His lips edged up. “Except for Nell.” He reached out and caught her chin, tilted her head up and lightly kissed her. “What about me, Jenny? Do you trust me?”
“When you give your word, I believe you keep it.”
“Yes or no?”
“I trust you, Cain.”
He frowned. “Why does that sound like you still have doubts?”
She rested her palms on his chest, her eyes still on his face. “I don’t trust you not to break my heart.”
Cain pulled her into his arms and just held her. He wondered if, in the end, it wouldn’t be the other way around.
CHAPTER TWENTY-THREE
AFTER THEIR CONFRONTATION LAST NIGHT, CAIN HAD BEEN ESPECIALLYsolicitous in his lovemaking. Such a big, virile male. She hadn’t known he could be so tender. Her emotions were in even more turmoil than when he’d showed up at the bar last night, jealous and accusing.
Perhaps she had forgiven him too easily. But Cain seemed to be suffering from the same anxiety she was. She had never felt so conflicted about a man before. She wasn’t ready to get seriously involved. And yet she couldn’t handle the thought of losing Cain.
Maybe Cain felt the same way.
Or maybe not.
Time would give her the answers. In the meantime, she had a business to run, and she needed answers of a different sort.
That afternoon, Jenny went to the library. First, she browsed books that told the early history of Jerome. The town had come into being when some of the richest copper deposits ever found were discovered in the area. As many as twenty-three different nationalities worked in the United Verde Mines.

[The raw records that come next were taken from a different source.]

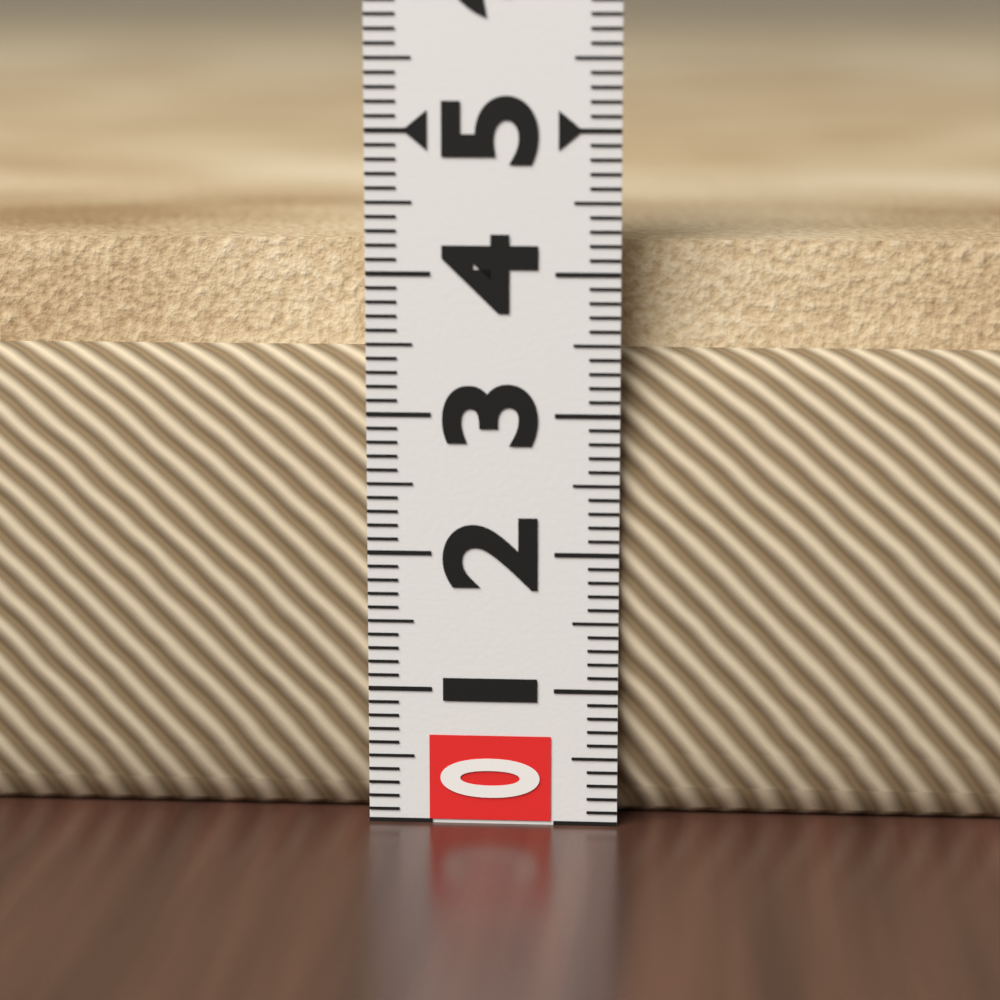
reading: 4.2 (no unit)
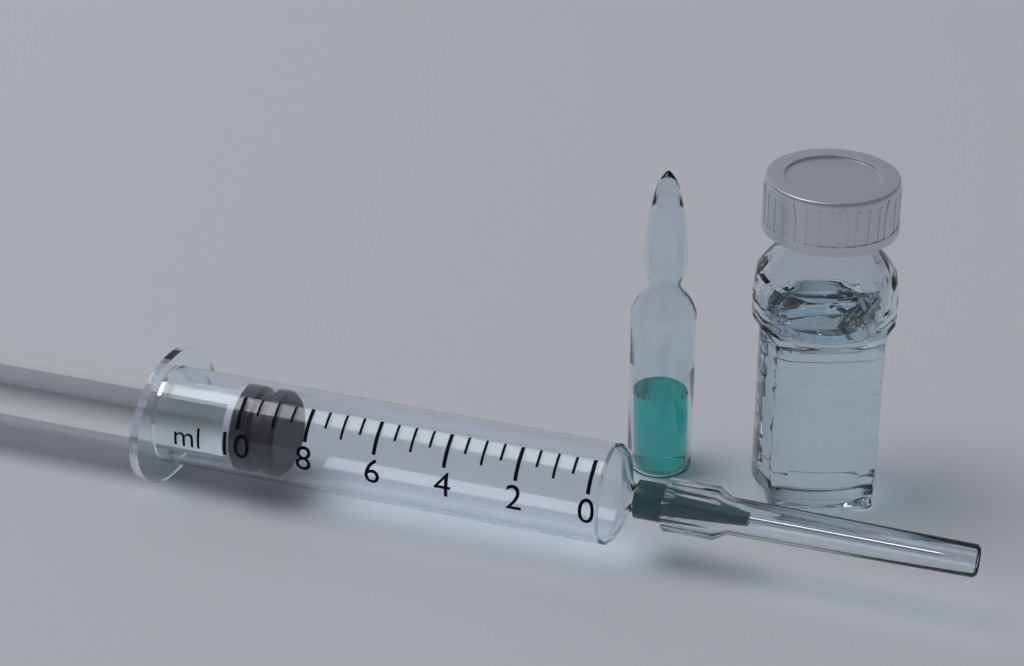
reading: 9.0 ml
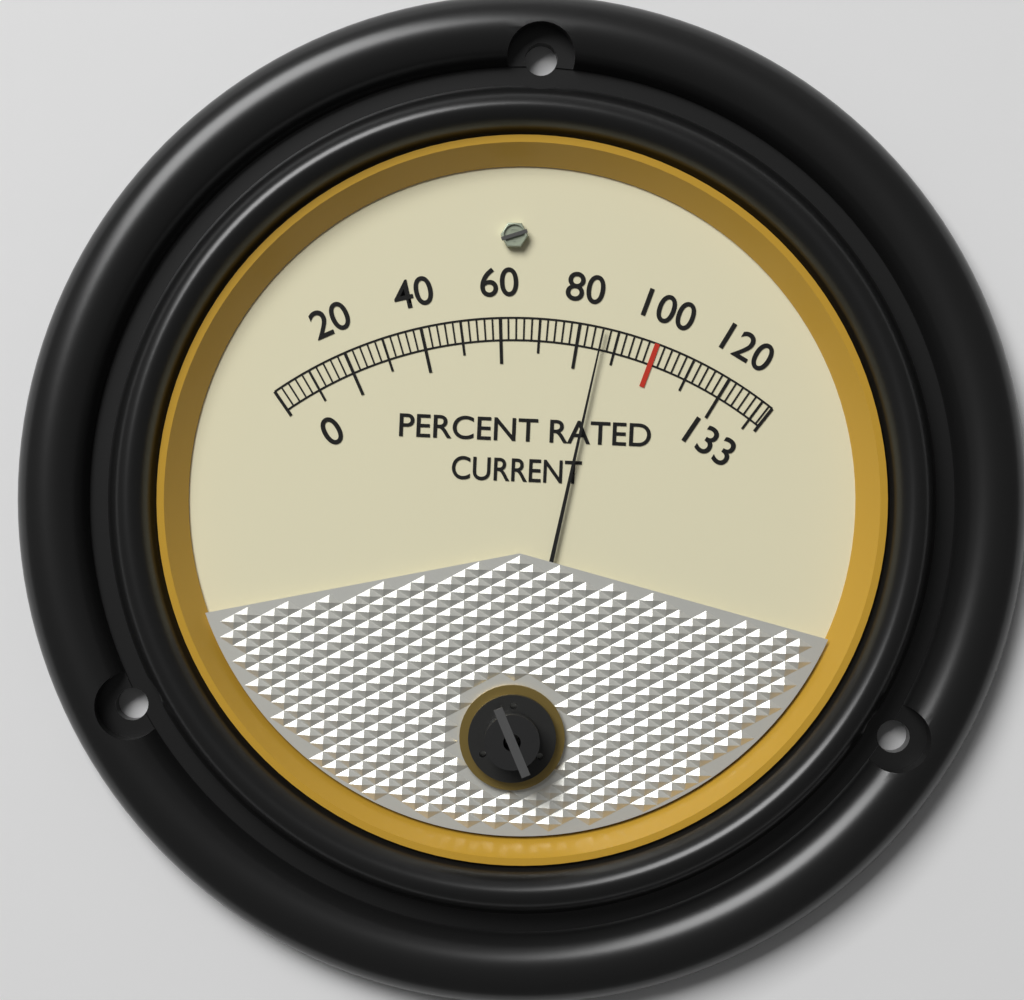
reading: 86 %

The town was just as wild as she had heard. The first wooden structure was Butter’s Bar, a two-story brothel and saloon owned by Nora “Butter” Brown. An article dated November 27, 1879, insisted that Wyatt Earp had an encounter with Billy the Kid in Butter’s Bar. An altercation in the street had sidetracked the men and saved Wyatt from having to kill the Kid.

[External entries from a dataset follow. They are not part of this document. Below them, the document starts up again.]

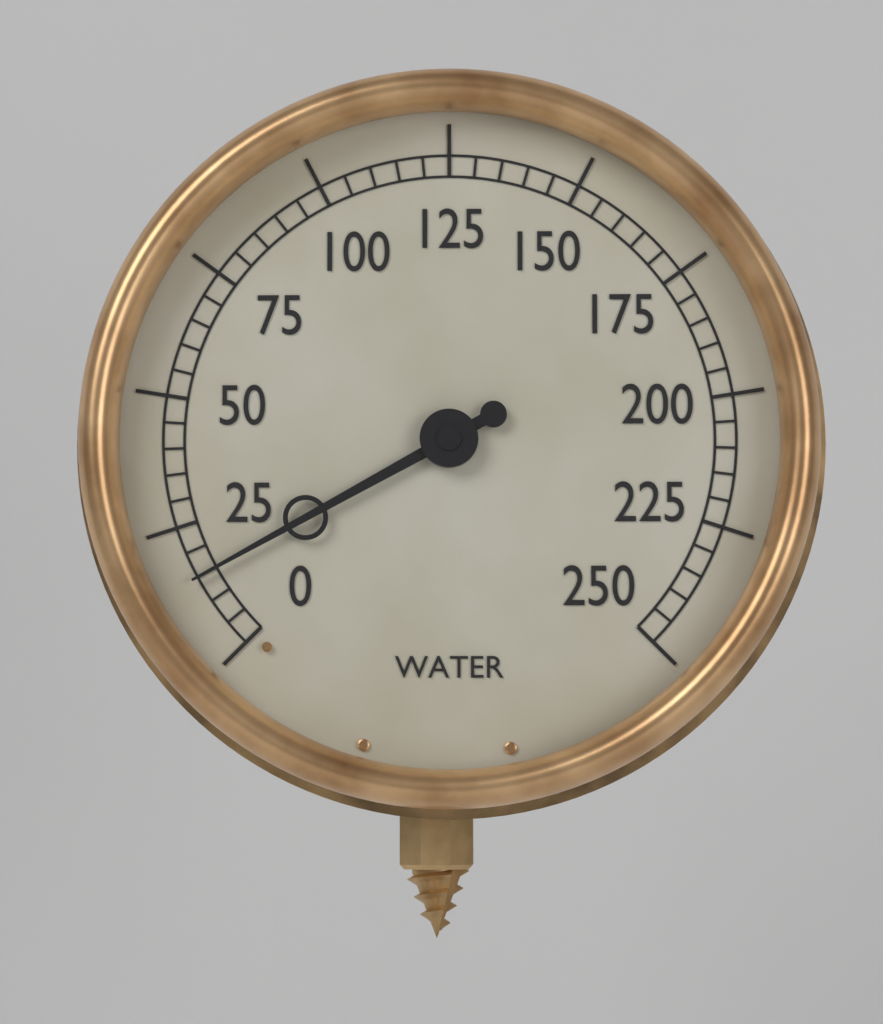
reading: 15 (no unit)
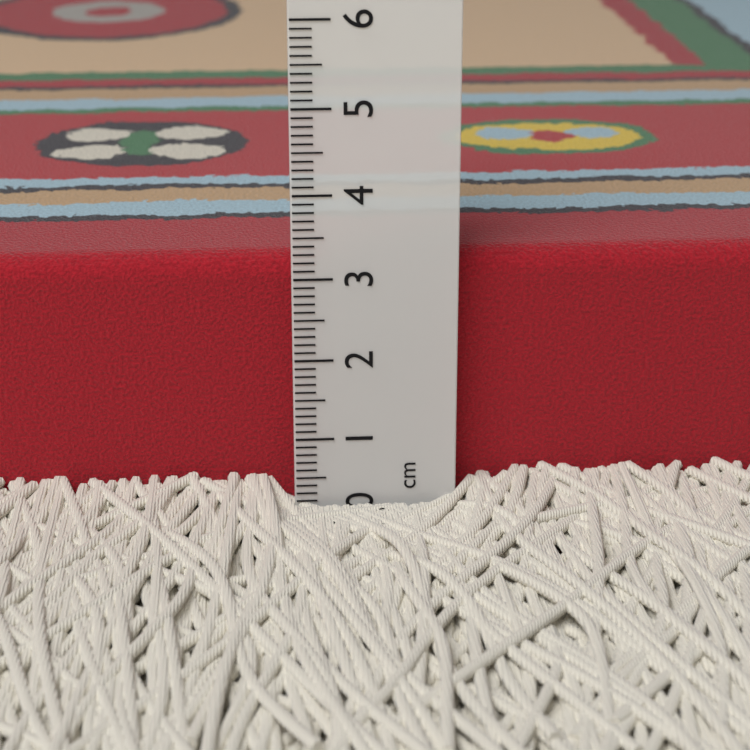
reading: 3.2 cm
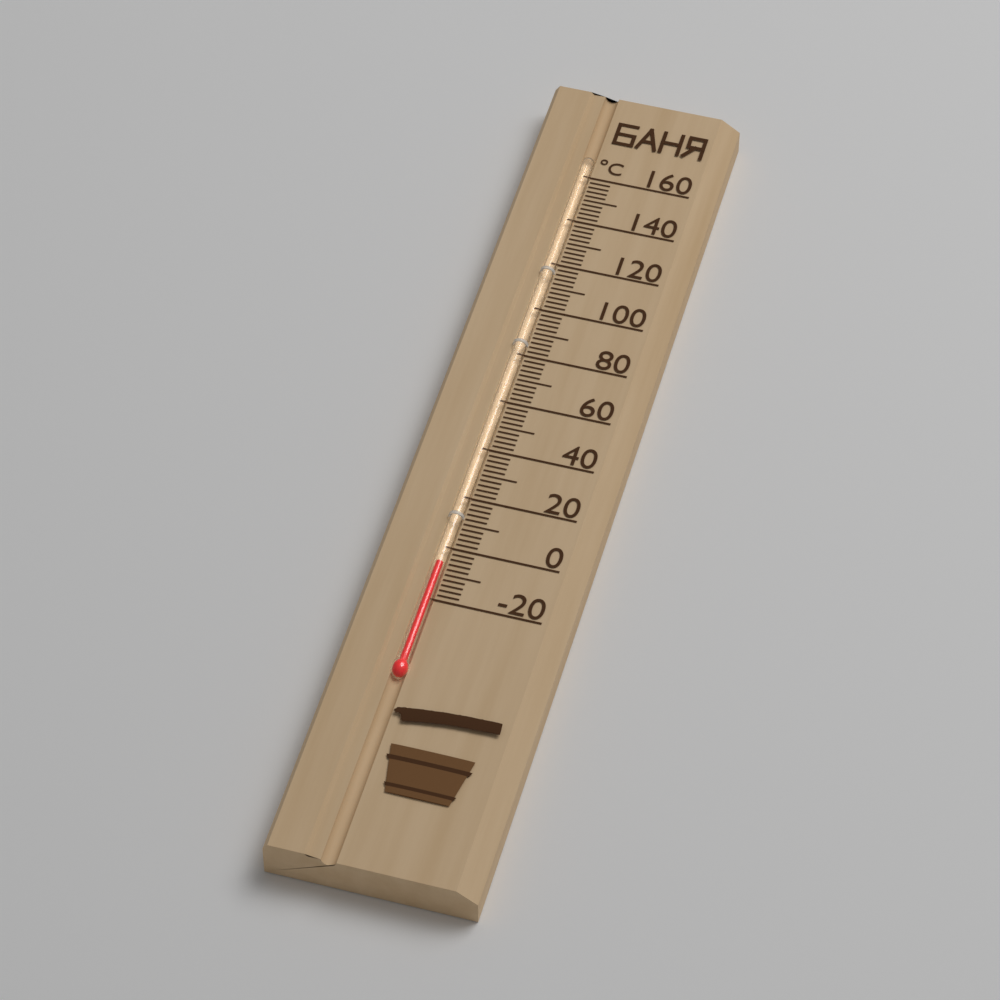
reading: -6 °C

Butter had written in her journal that she had spent the night with Wyatt, a true gentleman, one of the best nights she had ever enjoyed. No one seemed to know if the story was true, but Butter, who was murdered by her opium-addicted husband in 1905, never backed down on her claim.

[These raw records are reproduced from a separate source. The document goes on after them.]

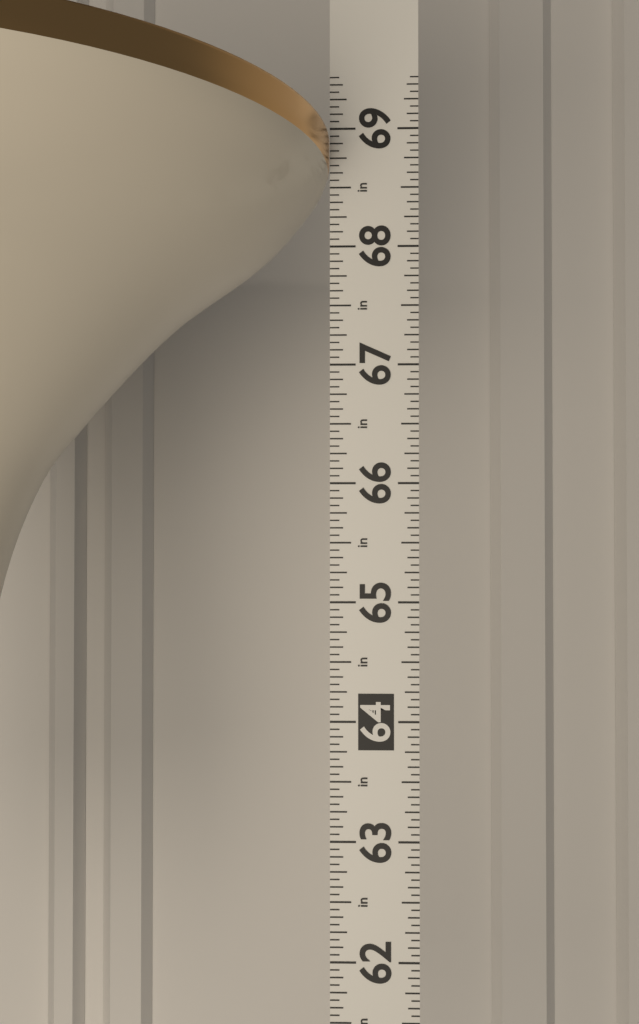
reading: 68.9375 in
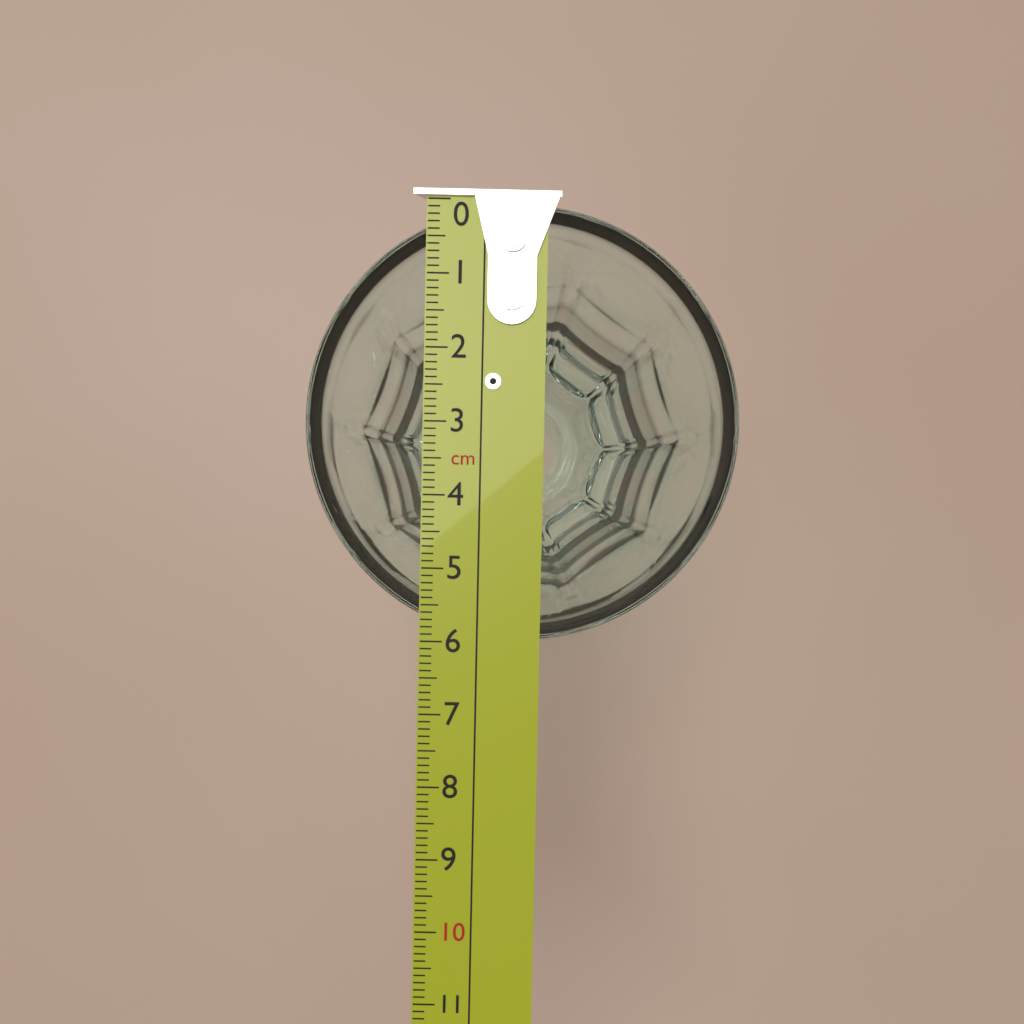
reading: 6.0 cm
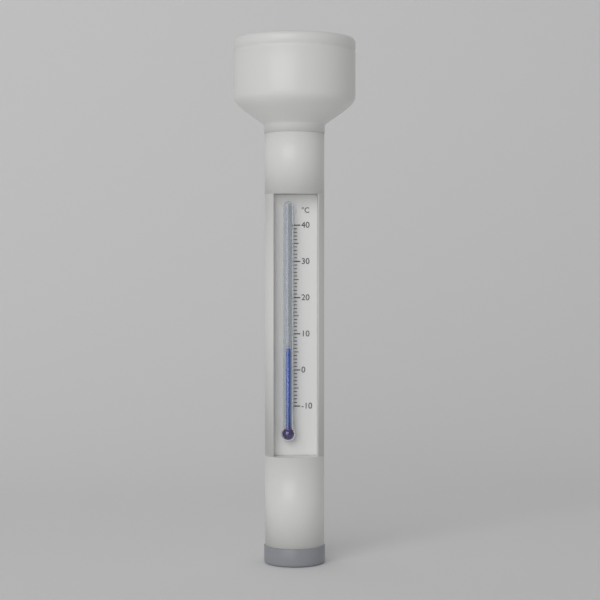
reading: 6 °C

Jenny smiled. For Butter’s sake, she hoped it had actually happened.
Jenny finally found an article that zeroed in on the Copper Star. An earlier hotel in the same location, owned by the same man who had built the Star, had burned down twice before the turn of the century. The last conflagration had destroyed half the town, leaving ten people dead and forty missing.
The Star had been rebuilt and reopened in 1899, but in the Wickedest Town in the West, the deaths just kept mounting.
By now, Jenny knew that thousands of people had died in Jerome over the years. She hadn’t known most of them were cremated in the blast furnaces, their ashes dumped on the slag piles and later used for concrete aggregate in the sidewalks.
When people visited Jerome, they were literally walking on the remains of dead people.
Jenny shivered.
The hours slipped past. A stop in the Mine Museum and Gift Shop netted a stack of books about ghostly happenings, which she carried into her office and sat down to read. A story caught her eye about a ghost in the Liberty Theatre, the redbrick building around the corner from the Star.
A woman in the theatre was supposedly murdered by her lover while the piano was playing loud enough to cover up the sounds of her struggle.
Jenny’s gaze sharpened on an article about ghosts in the Star. A woman known as the Lady in Red had been seen wandering the upstairs hallways. She mostly appeared in room 1, where she’d been visited by a past owner of the hotel. True or false—who knew? Jenny had never seen her.
She sighed. There were tons of ghost stories, but none of them explained the murder that had happened in room 10.
Jenny wasn’t sure if that was good news or bad.
She worked a while in the saloon, helping Barb serve cocktails and delivering food, then went back to the Grandview, arriving in time to join Cain for drinks.
The bar was nearly completed. The mahogany tables and chairs had arrived and been carefully positioned around the room. Softly lit, gilt-framed desert landscapes hung on the wood-paneled walls.
The bartender, a woman named Hannah McKenzie, an attractive redhead in her forties, was working behind the long, polished counter, sliding wineglasses onto the rack upside down by their stems.